Updated 4.55pm with MUMN reaction

Doctors are renouncing responsibility for the effects of nurses' industrial action which their union claims is clogging the well-oiled emergency system, resulting in longer waiting times, blocked beds and unattended patients.

In a judicial protest filed on Monday, they insisted they were not to be held responsible if anything happened to patients between the time they are admitted to Mater Dei Hospital, and the time they are transferred to the wards.

The Medical Association of Malta filed the protest against the Health Ministry's Permanent Secretary, expressing “serious concerns” about the consequences of industrial action which they said was ordered by another union covering another sector of health professionals.

The association was referring to directives issued by the Malta Union of Midwives and Nurses whereby patients are not being admitted to wards unless they had in hand patients' entire history, referred to as the “old notes”. 

Until these notes are retrieved, patients are left in a corridor without any assistance.

MUMN ordered the directives over the past few weeks when the staffing problem at the state hospital took a turn for the worse. In internal communication, it told its members that the fact that old notes were not being sent with patients admitted to the wards was causing “havoc” and despite talks with the hospital management, no improvement was registered.

The doctors’ union told Times of Malta this was clogging the emergency department and may have serious consequences on the health of patients admitted to Mater Dei, in particular those admitted to the Emergency Department.

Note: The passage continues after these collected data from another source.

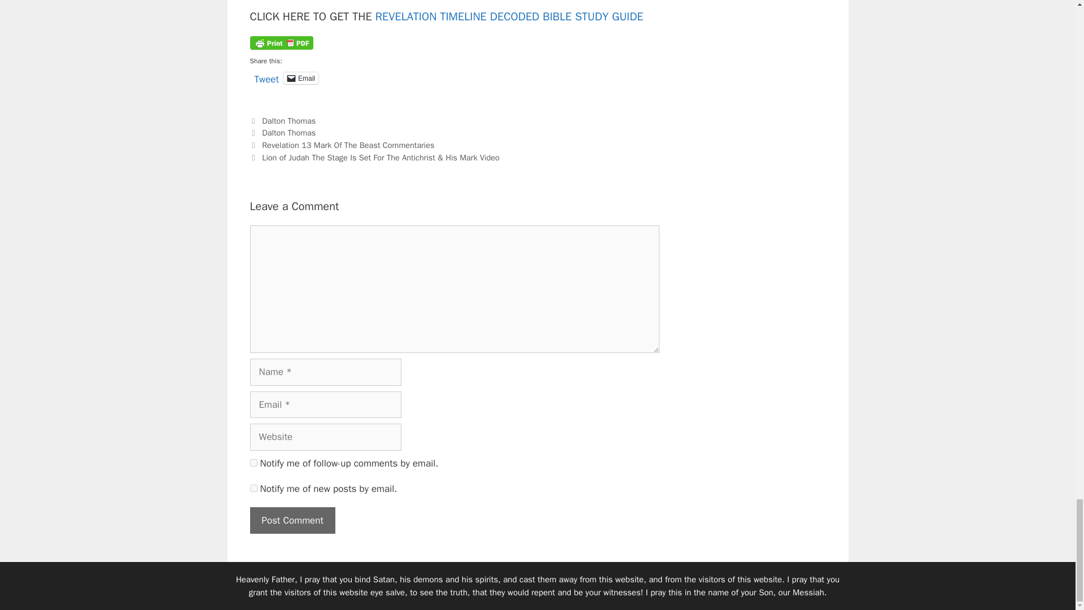  What do you see at coordinates (266, 77) in the screenshot?
I see `Tweet` at bounding box center [266, 77].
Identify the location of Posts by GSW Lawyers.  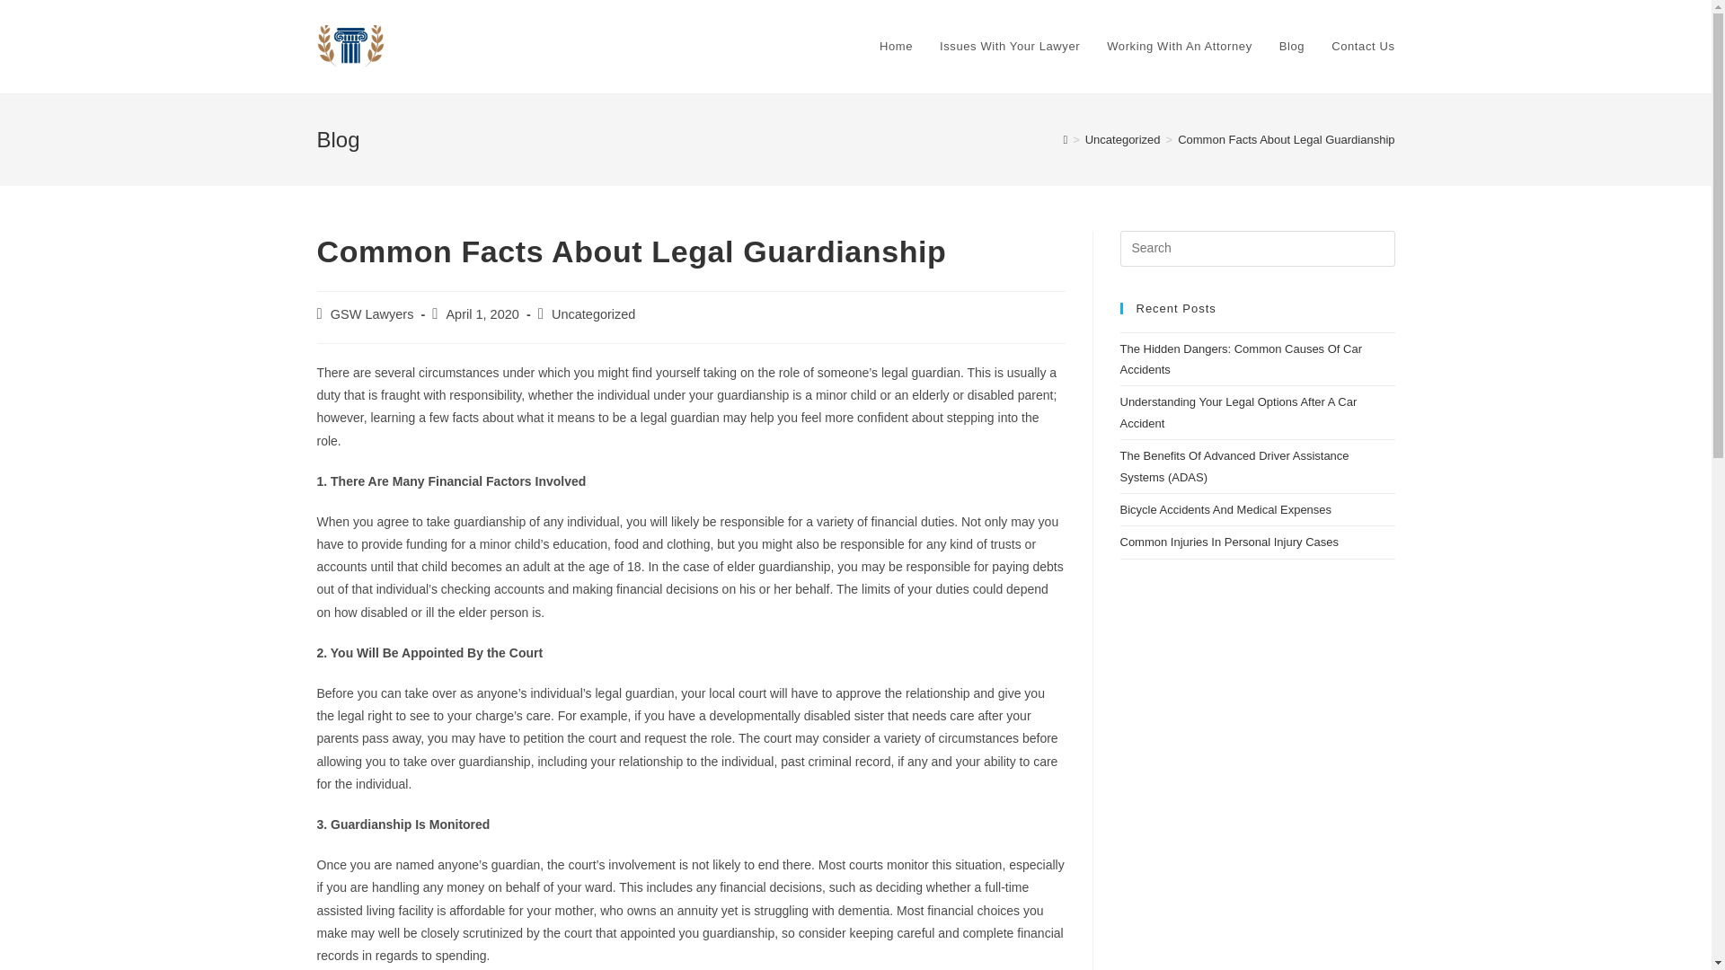
(372, 314).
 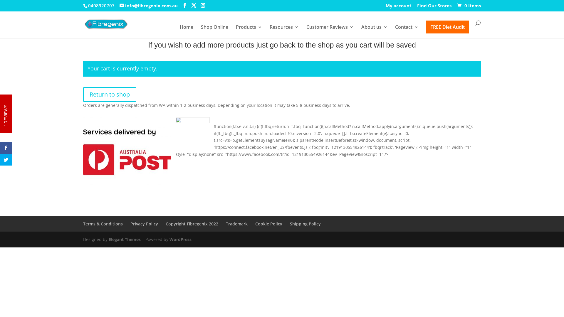 I want to click on Contact, so click(x=407, y=31).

“The association makes it clear that the medical professionals it represents are exempt from liability for any consequences resulting directly or indirectly from any variation, delay or even non-compliance with the instructions given by doctors in the performance of their duties and to changes in the medical procedures used to date in the Mater Dei Hospital,“ MAM wrote in its judicial protest signed by lawyer Karl Briffa.

It also called on the Permanent Secretary to ensure that doctors’ instructions are executed by those who are duty-bound to execute them in time, holding him responsible for damages in default.

Nurses blame hospital management for state of affairs 

Reacting, the nurses' union explained that it was the Mater Dei management that insisted that all patients admitted through the Emergency Department are to have old notes.

It said the management recently deployed carers in Emergency specifically to bring the required files. 

"Therefore, if there is clogging in the Emergency Department, it is due to Mater Dei instructions," it said, adding that there was "chaos" in the filing system. 

"So instead of MAM shooting from the hip,  it would have been better to check the facts. An important point is that surgeons are refusing to operate on patients without these old notes," it added.